CALVARY MEMORIAL CHURCH

CALVARY WHERE LIVES ARE CHANGED

Saved by the Savior (April 29th)

by David Zahl
This is love: not that we loved God, but that he loved us and sent his Son as an atoning sacrifice for our sins.
1 John 4:10 NIV

No number of gospel-centered books or conferences or blogs will render grace any less urgent. The climb may be even steeper for those of us who’ve been brought up on American religious bootstrapping. And so we have to be careful. We have to be careful that we don’t turn the important idea of one-way love into a law. We could turn it into a way to measure and control others and ourselves.
A marketing strategy may be able to reference the gospel, but it cannot contain it. The forgiveness of sins is by definition immune to co-option or positioning. Thank God! You can paint grace as the hot new stop on the Christian train all you want, but its reality is another matter. We are saved not by knowledge or theology, but by the Savior. And as much as I wish it weren’t so, the stakes are not imaginary—they are real. Suicide is not just a secular phenomenon. The need for forgiveness and grace is universal—people are desperate for it everywhere. And no amount of slick packaging will save them. No amount of “gospel as concept” will help them. They don’t need big ideas. They need a big Savior! The good news is the gospel has intervened; God has intervened. “This is love: not that we loved God, but that he loved us and sent his Son as an atoning sacrifice for our sins” (1 John 4:10 NIV).
Grace says you are loved right now. Christian freedom is the freedom to be rather than to grow. I have a certain antipathy to the notion that we’re getting better and better all the time. And it’s so clearly belied by our experience.

Thought to Remember for Today

Saul Bellow wrote, “The forgiveness of sins is perpetual and righteousness first is not required.” That is the message of the gospel, not that you must love to get love, but that we have been loved, even in our inability to love, in our unlovableness. And there’s something in the message of the forgiveness of sins to offend everybody, except for the person who needs it at the time, which is you, which is me.

Fitzpatrick, E. (2016). Grace untamed: a 60-day devotional. Colorado Springs, CO: David C Cook.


- Exercise brief
In the listing below, find each line with the string "will" and report it.

- Source data

>>>

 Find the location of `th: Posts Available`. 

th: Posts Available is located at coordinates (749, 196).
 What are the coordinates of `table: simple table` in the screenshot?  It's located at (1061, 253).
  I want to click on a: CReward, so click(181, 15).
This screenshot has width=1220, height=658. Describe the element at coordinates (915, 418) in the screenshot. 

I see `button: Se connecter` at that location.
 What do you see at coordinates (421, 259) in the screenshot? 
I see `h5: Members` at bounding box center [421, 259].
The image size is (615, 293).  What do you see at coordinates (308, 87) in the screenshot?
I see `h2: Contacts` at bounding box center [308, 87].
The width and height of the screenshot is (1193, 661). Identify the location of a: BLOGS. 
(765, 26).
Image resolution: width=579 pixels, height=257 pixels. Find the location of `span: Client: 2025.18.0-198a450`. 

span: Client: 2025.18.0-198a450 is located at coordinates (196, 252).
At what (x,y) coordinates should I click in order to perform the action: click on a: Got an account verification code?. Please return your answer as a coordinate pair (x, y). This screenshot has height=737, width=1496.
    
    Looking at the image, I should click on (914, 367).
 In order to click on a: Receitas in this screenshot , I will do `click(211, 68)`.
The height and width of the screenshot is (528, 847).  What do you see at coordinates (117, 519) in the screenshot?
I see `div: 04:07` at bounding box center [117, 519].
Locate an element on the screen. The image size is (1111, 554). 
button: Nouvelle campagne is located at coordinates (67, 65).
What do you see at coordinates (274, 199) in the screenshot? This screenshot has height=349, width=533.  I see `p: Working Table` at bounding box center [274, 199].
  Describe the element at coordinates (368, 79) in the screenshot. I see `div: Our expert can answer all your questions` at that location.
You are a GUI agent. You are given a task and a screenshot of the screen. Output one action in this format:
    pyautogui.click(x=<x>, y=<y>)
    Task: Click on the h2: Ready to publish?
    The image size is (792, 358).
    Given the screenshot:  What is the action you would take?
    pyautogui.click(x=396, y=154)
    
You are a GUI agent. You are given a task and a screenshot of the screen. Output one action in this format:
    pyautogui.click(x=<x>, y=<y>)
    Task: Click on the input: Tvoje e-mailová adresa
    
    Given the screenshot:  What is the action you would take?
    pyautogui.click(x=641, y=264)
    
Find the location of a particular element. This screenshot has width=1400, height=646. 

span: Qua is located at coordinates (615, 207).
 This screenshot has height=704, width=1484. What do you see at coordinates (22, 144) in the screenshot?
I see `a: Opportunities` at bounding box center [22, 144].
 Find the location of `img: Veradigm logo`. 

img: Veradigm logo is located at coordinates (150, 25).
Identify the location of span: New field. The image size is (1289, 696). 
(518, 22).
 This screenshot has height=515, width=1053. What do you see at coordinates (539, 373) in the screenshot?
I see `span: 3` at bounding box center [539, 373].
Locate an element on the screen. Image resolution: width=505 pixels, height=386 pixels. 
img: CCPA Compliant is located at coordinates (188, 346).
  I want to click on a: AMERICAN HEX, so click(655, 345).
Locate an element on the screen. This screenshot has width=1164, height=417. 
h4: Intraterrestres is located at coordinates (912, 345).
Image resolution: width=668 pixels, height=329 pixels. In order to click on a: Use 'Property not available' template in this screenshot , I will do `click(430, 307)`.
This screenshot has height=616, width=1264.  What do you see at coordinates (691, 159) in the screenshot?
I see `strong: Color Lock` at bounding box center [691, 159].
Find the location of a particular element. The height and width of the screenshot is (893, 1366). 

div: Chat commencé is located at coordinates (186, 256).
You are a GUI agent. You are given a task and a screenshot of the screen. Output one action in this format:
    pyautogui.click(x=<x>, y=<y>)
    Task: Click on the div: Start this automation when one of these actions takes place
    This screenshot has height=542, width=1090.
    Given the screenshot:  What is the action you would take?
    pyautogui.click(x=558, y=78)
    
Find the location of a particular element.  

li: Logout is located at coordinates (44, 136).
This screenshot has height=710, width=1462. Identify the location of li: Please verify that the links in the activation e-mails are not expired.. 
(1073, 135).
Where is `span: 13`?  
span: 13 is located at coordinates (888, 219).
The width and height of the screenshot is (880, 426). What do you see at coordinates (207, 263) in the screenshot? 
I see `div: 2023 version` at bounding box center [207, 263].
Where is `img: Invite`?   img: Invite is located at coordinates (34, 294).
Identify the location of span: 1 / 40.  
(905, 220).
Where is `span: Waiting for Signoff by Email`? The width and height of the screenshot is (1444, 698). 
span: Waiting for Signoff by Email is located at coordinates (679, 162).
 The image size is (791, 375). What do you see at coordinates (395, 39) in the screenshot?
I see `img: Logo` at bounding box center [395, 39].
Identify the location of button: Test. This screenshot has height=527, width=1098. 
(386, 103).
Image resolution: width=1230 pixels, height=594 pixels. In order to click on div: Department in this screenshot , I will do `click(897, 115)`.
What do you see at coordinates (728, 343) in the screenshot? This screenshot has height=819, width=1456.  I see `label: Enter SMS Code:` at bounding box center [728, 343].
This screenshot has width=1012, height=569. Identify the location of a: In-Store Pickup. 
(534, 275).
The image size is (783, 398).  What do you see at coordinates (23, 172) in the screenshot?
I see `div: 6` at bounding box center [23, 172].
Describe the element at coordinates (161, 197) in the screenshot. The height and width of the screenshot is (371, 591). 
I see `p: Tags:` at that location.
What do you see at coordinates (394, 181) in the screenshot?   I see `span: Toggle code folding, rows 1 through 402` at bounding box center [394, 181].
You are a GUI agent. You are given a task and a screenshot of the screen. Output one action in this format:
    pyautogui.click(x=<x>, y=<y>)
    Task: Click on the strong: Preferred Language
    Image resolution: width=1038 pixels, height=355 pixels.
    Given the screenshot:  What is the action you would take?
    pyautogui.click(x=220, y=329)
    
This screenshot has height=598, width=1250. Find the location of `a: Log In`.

<<<

- Exercise solution
 In order to click on a: Receitas in this screenshot , I will do `click(211, 68)`.
Image resolution: width=668 pixels, height=329 pixels. In order to click on a: Use 'Property not available' template in this screenshot , I will do `click(430, 307)`.
Image resolution: width=1230 pixels, height=594 pixels. In order to click on div: Department in this screenshot , I will do `click(897, 115)`.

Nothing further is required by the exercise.